“Titles of the next five books of poetry you plan to
read,” asked poet Joanna Klink (511 – 01 Special Topics: Description). I wrote,
Standing Wave by John Taggart; After Calculus by Craig Watson; School of Udhra by Nathaniel Mackey; maybe Eunoia by Christian Bok; maybe Watchfulness by Peter O’Leary; maybe My Life in the Nineties and/or The Fatalist by Lyn Hejinian and maybe Tis of Thee by Fanny Howe. Though talking about Cole Swenson whetted my appetite for Such Rich Hour, which has languished on my shelf for a couple years (in part because I fantasize reading it and Très Riches Heures simultaneously). I’m also interested in reading some more by Myung Mi Kim, who wrote the wonderful Dura. And then, there’s The Maximus Poems, Pound’s Cantos… all competing with fiction and non-fiction that MUST BE READ.
Therefore, none of it will ever be read. By anyone.
I ask, has anyone read any of these books?
If I told you I read Standing Wave, After
Calculus, Eunoia, and Watchfulness—would you
believe me? That School of Udhra is full of my notes, kept on a
table in the basement where I read it when I fold laundry? Life,
yes. Tis, no.That Such Rich Hour is the only book
by Cole Swenson I haven’t read? Have I read more Myung Mi Kim? Is
there The Maximus Poems? What about “…September is end of thunder /
The hibernants go into their caves?” Would you believe me if I told you there’s
no fiction or non-fiction that “must be read”?
Why should you?
Why should you?
nearing 40 "winnie the pooh" and "finnegans wake" seem essential.
ReplyDeleteFill the gap with whatever intrigues.
And Beckett's "Watt" -- I think he (beckett) invented monty python. Gods bless him.
"Our aged heads are our homes/ We had a Speech, our children have/ evolved a jargon./ “A”-4
ReplyDeleteZukofsky //
I remember this blogpost & want to say, I think the long poem to pick if one must pick one is "A"
A lot of other long works seem part of a network / Duncan/Spicer/Blaser -- the Cantos / WCW
Rachel Blau DuPlessis?("Drafts" involves all the above / Olson &c)
"A" seems the most singular as I guess it should from its title / /
& this year or so have been reading through it all and feel it is the one text that if vanished I would be conceiving of what writing could/should be, in a very different (likely more positive as re: "career" but never mind that) way.
get the lovely blue one. They seem to be going cheap at the moment.
(I got "A"-22&-23 as published 196x / more transportable format /
next I want to aim for "Catullus" with the facing Latin original but I need to save) \
but so "A" by Z / life-long /
So maybe "what must be read" = what cannot imagine not being written / but then one would have had to have read in order to -- oh no --
But, that blue "A" is so lovely, why not. Simple, really.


**PROBLEM DESCRIPTION**
Say how many lines in the entries below mention "across", with no other words.

[Opening DATA TO EXAMINE section]

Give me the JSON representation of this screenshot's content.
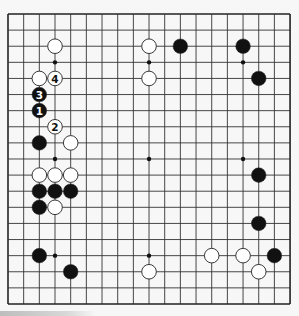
{
  "board": {
    "size": 19,
    "background": "#f7f7f7",
    "line_color": "#333333",
    "border_color": "#222222",
    "origin": {
      "x": 8,
      "y": 14
    },
    "spacing": {
      "x": 15.67,
      "y": 16.11
    },
    "star_points": [
      [
        3,
        3
      ],
      [
        9,
        3
      ],
      [
        15,
        3
      ],
      [
        3,
        9
      ],
      [
        9,
        9
      ],
      [
        15,
        9
      ],
      [
        3,
        15
      ],
      [
        9,
        15
      ],
      [
        15,
        15
      ]
    ]
  },
  "stones": [
    {
      "color": "white",
      "col": 3,
      "row": 2
    },
    {
      "color": "white",
      "col": 9,
      "row": 2
    },
    {
      "color": "black",
      "col": 11,
      "row": 2
    },
    {
      "color": "black",
      "col": 15,
      "row": 2
    },
    {
      "color": "white",
      "col": 2,
      "row": 4
    },
    {
      "color": "white",
      "col": 3,
      "row": 4,
      "label": "4"
    },
    {
      "color": "white",
      "col": 9,
      "row": 4
    },
    {
      "color": "black",
      "col": 16,
      "row": 4
    },
    {
      "color": "black",
      "col": 2,
      "row": 5,
      "label": "3"
    },
    {
      "color": "black",
      "col": 2,
      "row": 6,
      "label": "1"
    },
    {
      "color": "white",
      "col": 3,
      "row": 7,
      "label": "2"
    },
    {
      "color": "black",
      "col": 2,
      "row": 8
    },
    {
      "color": "white",
      "col": 4,
      "row": 8
    },
    {
      "color": "white",
      "col": 2,
      "row": 10
    },
    {
      "color": "white",
      "col": 3,
      "row": 10
    },
    {
      "color": "white",
      "col": 4,
      "row": 10
    },
    {
      "color": "black",
      "col": 16,
      "row": 10
    },
    {
      "color": "black",
      "col": 2,
      "row": 11
    },
    {
      "color": "black",
      "col": 3,
      "row": 11
    },
    {
      "color": "black",
      "col": 4,
      "row": 11
    },
    {
      "color": "black",
      "col": 2,
      "row": 12
    },
    {
      "color": "white",
      "col": 3,
      "row": 12
    },
    {
      "color": "black",
      "col": 16,
      "row": 13
    },
    {
      "color": "black",
      "col": 2,
      "row": 15
    },
    {
      "color": "white",
      "col": 13,
      "row": 15
    },
    {
      "color": "white",
      "col": 15,
      "row": 15
    },
    {
      "color": "black",
      "col": 17,
      "row": 15
    },
    {
      "color": "black",
      "col": 4,
      "row": 16
    },
    {
      "color": "white",
      "col": 9,
      "row": 16
    },
    {
      "color": "white",
      "col": 16,
      "row": 16
    }
  ],
  "move_labels": [
    "1",
    "2",
    "3",
    "4"
  ]
}
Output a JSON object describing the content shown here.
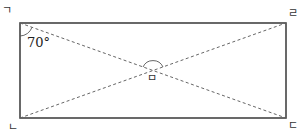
{
  "diagram": {
    "type": "rectangle-with-diagonals",
    "vertices": {
      "top_left": "ㄱ",
      "bottom_left": "ㄴ",
      "bottom_right": "ㄷ",
      "top_right": "ㄹ"
    },
    "intersection_label": "ㅁ",
    "angle_label": "70°",
    "colors": {
      "stroke": "#444444",
      "dashed": "#666666",
      "background": "#ffffff"
    }
  }
}
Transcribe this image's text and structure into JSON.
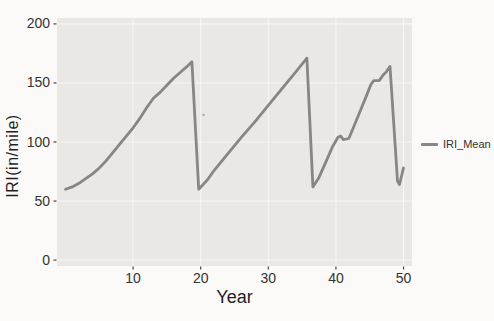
{
  "figure": {
    "kind": "photographed-statistical-plot",
    "background_color": "#fbfaf8",
    "panel_color": "#e9e8e4",
    "tick_text_color": "#333333",
    "axis_title_color": "#1f1f1f"
  },
  "chart_data": {
    "type": "line",
    "title": "",
    "xlabel": "Year",
    "ylabel": "IRI(in/mile)",
    "xlim": [
      0,
      50
    ],
    "ylim": [
      0,
      200
    ],
    "x_ticks": [
      10,
      20,
      30,
      40,
      50
    ],
    "y_ticks": [
      0,
      50,
      100,
      150,
      200
    ],
    "grid": "faint white major gridlines on light gray panel",
    "legend": {
      "position": "right",
      "entries": [
        {
          "label": "IRI_Mean",
          "color": "#868686"
        }
      ]
    },
    "series": [
      {
        "name": "IRI_Mean",
        "color": "#868686",
        "line_width": 2.8,
        "points": [
          [
            0,
            60
          ],
          [
            1,
            62
          ],
          [
            2,
            65
          ],
          [
            3,
            69
          ],
          [
            4,
            73
          ],
          [
            5,
            78
          ],
          [
            6,
            84
          ],
          [
            7,
            91
          ],
          [
            8,
            98
          ],
          [
            9,
            105
          ],
          [
            10,
            112
          ],
          [
            11,
            120
          ],
          [
            12,
            129
          ],
          [
            13,
            137
          ],
          [
            14,
            142
          ],
          [
            15,
            148
          ],
          [
            16,
            154
          ],
          [
            17,
            159
          ],
          [
            18,
            164
          ],
          [
            18.7,
            168
          ],
          [
            19.7,
            60
          ],
          [
            21,
            68
          ],
          [
            22,
            76
          ],
          [
            24,
            90
          ],
          [
            26,
            104
          ],
          [
            28,
            117
          ],
          [
            30,
            131
          ],
          [
            32,
            145
          ],
          [
            34,
            159
          ],
          [
            35.7,
            171
          ],
          [
            36.6,
            62
          ],
          [
            37.5,
            70
          ],
          [
            38.5,
            83
          ],
          [
            39.5,
            96
          ],
          [
            40.3,
            104
          ],
          [
            40.7,
            105
          ],
          [
            41.1,
            102
          ],
          [
            41.9,
            103
          ],
          [
            42.5,
            111
          ],
          [
            43.5,
            125
          ],
          [
            44.5,
            139
          ],
          [
            45.2,
            149
          ],
          [
            45.6,
            152
          ],
          [
            46.4,
            152
          ],
          [
            47,
            157
          ],
          [
            47.4,
            159
          ],
          [
            48,
            164
          ],
          [
            49.1,
            67
          ],
          [
            49.4,
            64
          ],
          [
            50,
            78
          ]
        ]
      }
    ]
  }
}
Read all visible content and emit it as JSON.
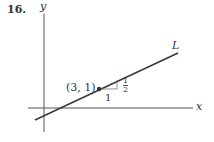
{
  "problem_number": "16.",
  "axes": {
    "y_label": "y",
    "x_label": "x"
  },
  "line_label": "L",
  "point_label": "(3, 1)",
  "slope_triangle": {
    "run": "1",
    "rise_num": "1",
    "rise_den": "2"
  },
  "colors": {
    "ink": "#333333",
    "line": "#3a3a3a",
    "axis": "#555555"
  }
}
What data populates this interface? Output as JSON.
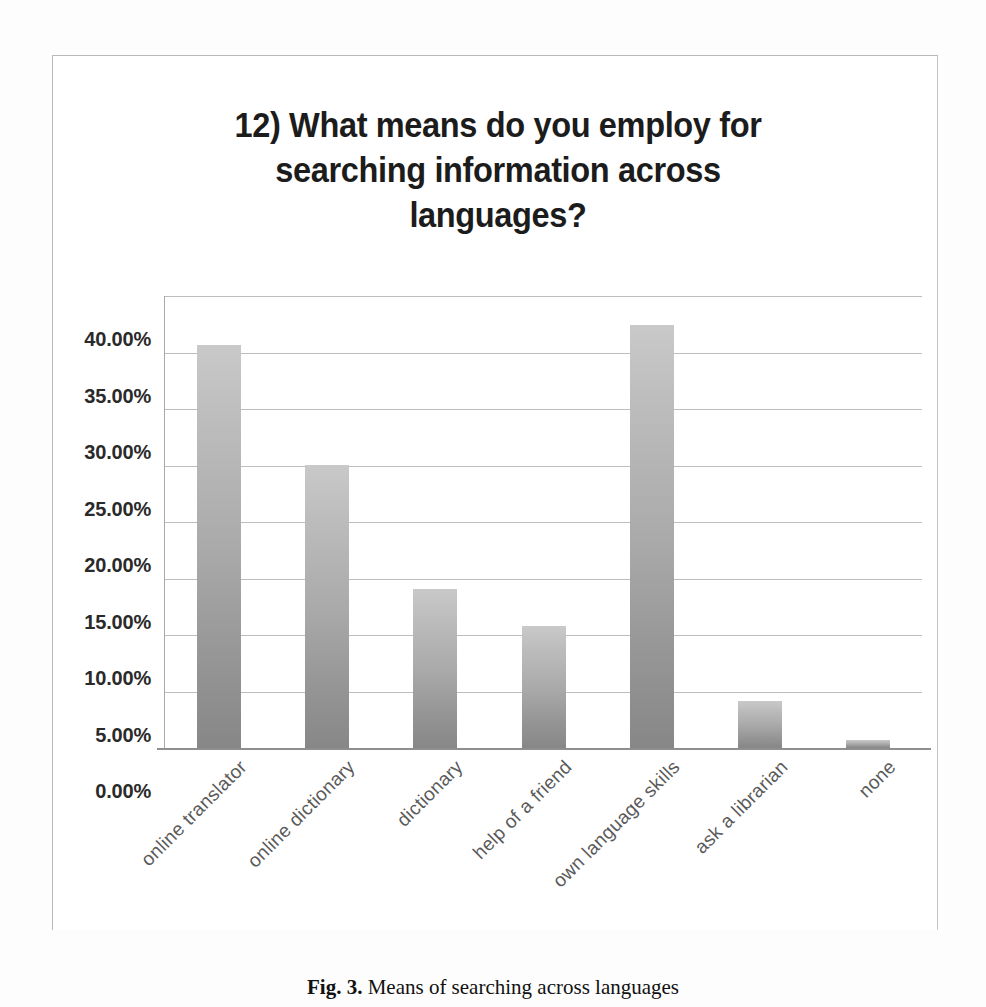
{
  "chart_data": {
    "type": "bar",
    "title": "12) What means do you employ for searching information across languages?",
    "title_lines": [
      "12) What means do you employ for",
      "searching information across",
      "languages?"
    ],
    "categories": [
      "online translator",
      "online dictionary",
      "dictionary",
      "help of a friend",
      "own language skills",
      "ask a librarian",
      "none"
    ],
    "values": [
      35.7,
      25.0,
      14.1,
      10.8,
      37.4,
      4.2,
      0.7
    ],
    "value_labels": [
      "35.70%",
      "25.00%",
      "14.10%",
      "10.80%",
      "37.40%",
      "4.20%",
      "0.70%"
    ],
    "xlabel": "",
    "ylabel": "",
    "ylim": [
      0,
      40
    ],
    "ytick_values": [
      40,
      35,
      30,
      25,
      20,
      15,
      10,
      5,
      0
    ],
    "ytick_labels": [
      "40.00%",
      "35.00%",
      "30.00%",
      "25.00%",
      "20.00%",
      "15.00%",
      "10.00%",
      "5.00%",
      "0.00%"
    ],
    "grid": true,
    "legend": false,
    "bar_color_top": "#c9c9c9",
    "bar_color_bottom": "#878787",
    "gridline_color": "#bdbdbd",
    "axis_color": "#8f8f8f"
  },
  "caption": {
    "label": "Fig. 3.",
    "text": " Means of searching across languages"
  }
}
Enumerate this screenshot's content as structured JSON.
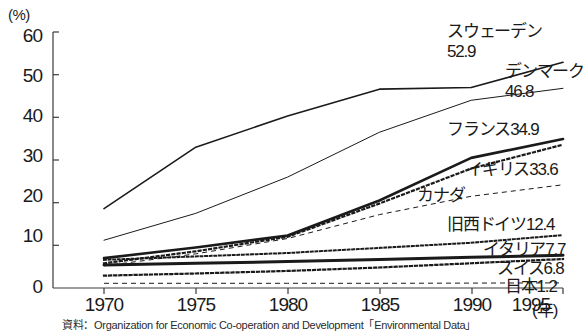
{
  "axes": {
    "unit_label": "(%)",
    "y_ticks": [
      "60",
      "50",
      "40",
      "30",
      "20",
      "10",
      "0"
    ],
    "x_ticks": [
      "1970",
      "1975",
      "1980",
      "1985",
      "1990",
      "1995"
    ],
    "x_unit": "(年)"
  },
  "labels": {
    "sweden_name": "スウェーデン",
    "sweden_value": "52.9",
    "denmark_name": "デンマーク",
    "denmark_value": "46.8",
    "france": "フランス34.9",
    "uk": "イギリス33.6",
    "canada": "カナダ",
    "west_germany": "旧西ドイツ12.4",
    "italy": "イタリア7.7",
    "switzerland": "スイス6.8",
    "japan": "日本1.2"
  },
  "caption": "資料：Organization for Economic Co-operation and Development「Environmental Data」",
  "chart_data": {
    "type": "line",
    "title": "",
    "xlabel": "(年)",
    "ylabel": "(%)",
    "xlim": [
      1970,
      1995
    ],
    "ylim": [
      0,
      60
    ],
    "grid": false,
    "legend": "inline-right-labels",
    "x": [
      1970,
      1975,
      1980,
      1985,
      1990,
      1995
    ],
    "series": [
      {
        "name": "スウェーデン",
        "label": "スウェーデン 52.9",
        "end_value": 52.9,
        "style": "solid",
        "width": 1.6,
        "values": [
          18.6,
          33.0,
          40.3,
          46.6,
          47.0,
          52.9
        ]
      },
      {
        "name": "デンマーク",
        "label": "デンマーク 46.8",
        "end_value": 46.8,
        "style": "solid",
        "width": 1.0,
        "values": [
          11.2,
          17.5,
          26.0,
          36.5,
          44.0,
          46.8
        ]
      },
      {
        "name": "フランス",
        "label": "フランス34.9",
        "end_value": 34.9,
        "style": "solid",
        "width": 2.6,
        "values": [
          7.0,
          9.5,
          12.3,
          20.5,
          30.5,
          34.9
        ]
      },
      {
        "name": "イギリス",
        "label": "イギリス33.6",
        "end_value": 33.6,
        "style": "dotted",
        "width": 2.2,
        "values": [
          5.8,
          8.6,
          12.0,
          19.8,
          28.0,
          33.6
        ]
      },
      {
        "name": "カナダ",
        "label": "カナダ",
        "end_value": null,
        "style": "dashed",
        "width": 1.0,
        "values": [
          5.2,
          8.0,
          11.6,
          17.2,
          21.5,
          24.2
        ]
      },
      {
        "name": "旧西ドイツ",
        "label": "旧西ドイツ12.4",
        "end_value": 12.4,
        "style": "dotted-square",
        "width": 2.0,
        "values": [
          6.6,
          7.4,
          8.2,
          9.4,
          10.6,
          12.4
        ]
      },
      {
        "name": "イタリア",
        "label": "イタリア7.7",
        "end_value": 7.7,
        "style": "solid",
        "width": 3.0,
        "values": [
          5.4,
          5.8,
          6.2,
          6.7,
          7.2,
          7.7
        ]
      },
      {
        "name": "スイス",
        "label": "スイス6.8",
        "end_value": 6.8,
        "style": "dotted-square",
        "width": 2.2,
        "values": [
          2.9,
          3.4,
          4.0,
          4.8,
          5.8,
          6.8
        ]
      },
      {
        "name": "日本",
        "label": "日本1.2",
        "end_value": 1.2,
        "style": "dashed",
        "width": 1.0,
        "values": [
          1.1,
          1.1,
          1.1,
          1.1,
          1.15,
          1.2
        ]
      }
    ]
  }
}
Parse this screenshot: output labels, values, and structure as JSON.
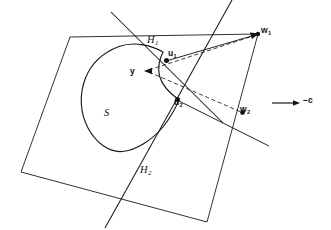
{
  "figure": {
    "background_color": "#ffffff",
    "ink_color": "#1a1a1a",
    "labels": {
      "hyperplane_1": "H",
      "hyperplane_1_sub": "1",
      "hyperplane_2": "H",
      "hyperplane_2_sub": "2",
      "set": "S",
      "point_y": "y",
      "point_u1": "u",
      "point_u1_sub": "1",
      "point_u2": "u",
      "point_u2_sub": "2",
      "point_w1": "w",
      "point_w1_sub": "1",
      "point_w2": "w",
      "point_w2_sub": "2",
      "direction_vector": "−c"
    },
    "elements": {
      "plane": "quadrilateral",
      "set_shape": "closed-convex-blob-with-notch",
      "tangent_lines": 2,
      "dashed_rays": 2,
      "solid_rays": 2,
      "marked_points": 5,
      "direction_arrow": "rightward"
    },
    "geometry": {
      "plane_quad": "70,37 258,34 207,222 21,172",
      "blob_path": "M 163,52 C 150,44 134,42 120,47 C 104,52 92,63 86,78 C 79,95 80,113 88,128 C 96,143 110,152 122,151 C 136,150 152,140 163,127 C 172,116 178,104 178,98 C 170,93 162,84 160,76 C 158,68 160,58 163,52 Z",
      "hyperplane_1": "111,12 222,122",
      "hyperplane_2": "232,0 105,228",
      "ray_y_to_w1": "145,71 258,34",
      "ray_y_to_w2": "145,71 243,113",
      "ray_u1_to_w1": "167,61 258,34",
      "ray_u2_to_w2": "178,100 243,113",
      "ray_w2_extend": "243,113 268,145",
      "ray_u1_upleft": "167,61 126,27",
      "arrow_line": "272,103 299,103",
      "points": {
        "y": "145,71",
        "u1": "167,61",
        "u2": "178,100",
        "w1": "258,34",
        "w2": "243,113"
      }
    }
  }
}
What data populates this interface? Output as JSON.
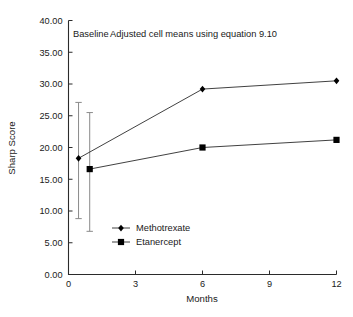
{
  "chart_data": {
    "type": "line",
    "title": "",
    "xlabel": "Months",
    "ylabel": "Sharp Score",
    "xlim": [
      0,
      12
    ],
    "ylim": [
      0,
      40
    ],
    "grid": false,
    "legend_position": "inside-lower-left",
    "x_ticks": [
      "0",
      "3",
      "6",
      "9",
      "12"
    ],
    "x_tick_values": [
      0,
      3,
      6,
      9,
      12
    ],
    "y_ticks": [
      "0.00",
      "5.00",
      "10.00",
      "15.00",
      "20.00",
      "25.00",
      "30.00",
      "35.00",
      "40.00"
    ],
    "y_tick_values": [
      0,
      5,
      10,
      15,
      20,
      25,
      30,
      35,
      40
    ],
    "annotations": [
      {
        "text": "Baseline",
        "x": 1.0,
        "y": 37.4
      },
      {
        "text": "Adjusted cell means using equation 9.10",
        "x": 5.6,
        "y": 37.4
      }
    ],
    "series": [
      {
        "name": "Methotrexate",
        "marker": "diamond",
        "x": [
          0.45,
          6,
          12
        ],
        "values": [
          18.3,
          29.2,
          30.5
        ],
        "error_bar": {
          "x": 0.45,
          "low": 8.8,
          "high": 27.1
        }
      },
      {
        "name": "Etanercept",
        "marker": "square",
        "x": [
          0.95,
          6,
          12
        ],
        "values": [
          16.6,
          20.0,
          21.2
        ],
        "error_bar": {
          "x": 0.95,
          "low": 6.8,
          "high": 25.5
        }
      }
    ]
  },
  "colors": {
    "axis": "#2b2b2b",
    "series_line": "#2b2b2b",
    "marker": "#000000",
    "error_bar": "#8a8a8a",
    "background": "#ffffff"
  }
}
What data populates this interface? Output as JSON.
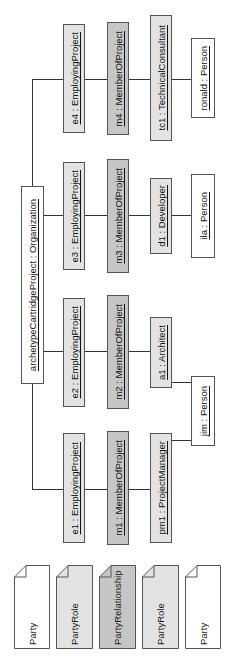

[Closing DATA TO EXAMINE section]

**WRITTEN SOLUTION**
3